Many POSEMs involve doing some research. Think about all the assumptions you are making in assessing the outcomes. Now think about all of the assumptions that you would be wise to validate. Being better informed will help you make a better decision. Just don't fall into the trap of waiting until you have an answer to every possible question before you make a decision. By then the opportunity will likely have passed.

Updating the Assessment of Likely Outcomes

If you identified some powerful POSEMs and have a plan to implement them, they will have a positive impact on the likely outcomes. For this reason, the chances of each likely outcome need to be updated. For purposes of illustration, let's assume you proceed with the three POSEMs listed above and they affect the likely outcomes in this way:

Best Case Outcome: International sales increase 40%. Chance of this outcome increases from 30% to 50%.

Middle Case Outcome: International sales increase 20%. Chance of this outcome decreases from 50% to 40%.

Worst Case Outcome: International sales do not increase. Chance of this outcome decreases from 20% to 10%.

As you can see, the total of the chances is still 100%.

The POSEMs have had a profound impact. They have significantly improved the chances of increasing international sales significantly. This is the power of the intelligent risk-taking process.

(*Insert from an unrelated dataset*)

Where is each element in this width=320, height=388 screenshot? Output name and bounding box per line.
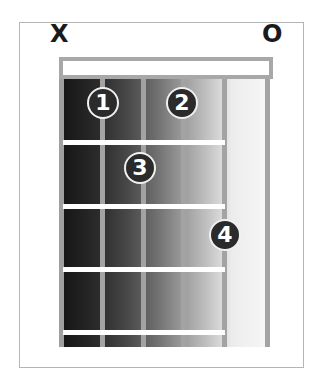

Conducting a Disaster Check

Before making a decision on whether to proceed with the risk, effort, idea, or initiative you are considering, you need to conduct a disaster check. A disaster check just means asking yourself if you can live with the worst possible outcome. What is the worst thing that can happen, and is it survivable?

With the example we are using as an illustration, it appears the worst case is investing $250,000 and getting no increase in international sales. The question is whether this is a survivable outcome. If it would destroy the organization or your career, the answer is probably no. If you can live with it even though you will be very disappointed, then the idea has passed the disaster check. You are now ready to move to the final step of intelligent risk taking.

Deciding and Proceeding

You have now identified the exact risk, effort, idea, or initiative you are considering and ways to improve the chances of a good outcome. You have also quantified the chances of various outcomes and subjected the idea to a disaster check. It is now time for you or those involved in the decision-making process to make a decision. Before you do, consider one more important element—you never stop identifying and implementing more POSEMs.

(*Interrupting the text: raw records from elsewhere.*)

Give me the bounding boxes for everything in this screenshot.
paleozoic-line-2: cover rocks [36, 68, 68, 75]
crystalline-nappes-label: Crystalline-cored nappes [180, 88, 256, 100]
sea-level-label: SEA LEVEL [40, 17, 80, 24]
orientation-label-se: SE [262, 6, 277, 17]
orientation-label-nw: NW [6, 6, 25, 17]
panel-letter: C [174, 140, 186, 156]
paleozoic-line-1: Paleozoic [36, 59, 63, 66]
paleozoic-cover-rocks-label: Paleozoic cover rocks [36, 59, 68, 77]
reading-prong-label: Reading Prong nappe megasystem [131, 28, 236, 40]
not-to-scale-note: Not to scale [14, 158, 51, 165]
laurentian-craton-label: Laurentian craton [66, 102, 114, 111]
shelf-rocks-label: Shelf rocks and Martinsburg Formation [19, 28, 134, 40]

We started this discussion of intelligent risk taking by equating the decision-making process to the ability to steer the bullet toward the target even after it has left the gun. This is exactly what continuing to identify and implement POSEMs does for you. If you are creative and diligent, you should be able to continue to improve the chances of a desirable outcome.

It is now time to decide. You may choose to go forward or you may not. Deciding not to proceed may be the best decision. Regardless of what you decide, you can make your decision confidently knowing that you made a very well-informed and thoughtfully considered decision. That is what managers are paid to do.

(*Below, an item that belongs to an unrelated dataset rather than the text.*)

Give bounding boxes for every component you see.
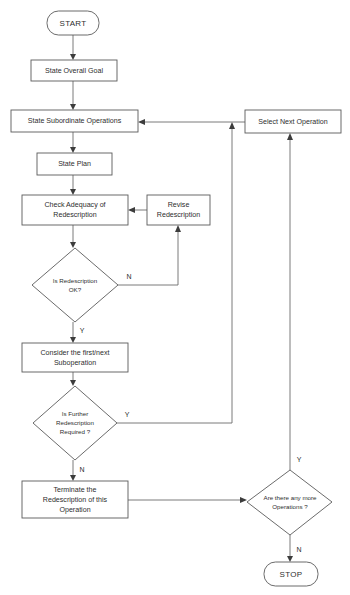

Excerpted, by permission of the publisher, from The First-Time Manager Sixth Edition) by Loren B. Belker, Jim McCormick, and Gary S. Topchik. Copyright 2012, AMACOM, a division of American Management Association. Published by AMACOM.

About the Author(s)

Loren B. Belker, Jim McCormick, and Gary S. Topchik are co-authors of The First-Time Manager. Belker was an executive in a major Midwestern insurance company for nearly 30 years and the author of previous editions of The First-Time Manager. McCormick is the former Chief Operating Officer of the fifth largest architectural firm in the United States. Topchik was the anaging partner of Silverstar Enterprises, Inc., a consulting firm specializing in management development. He was the author of The Accidental Manager and Managing Workplace Negativity.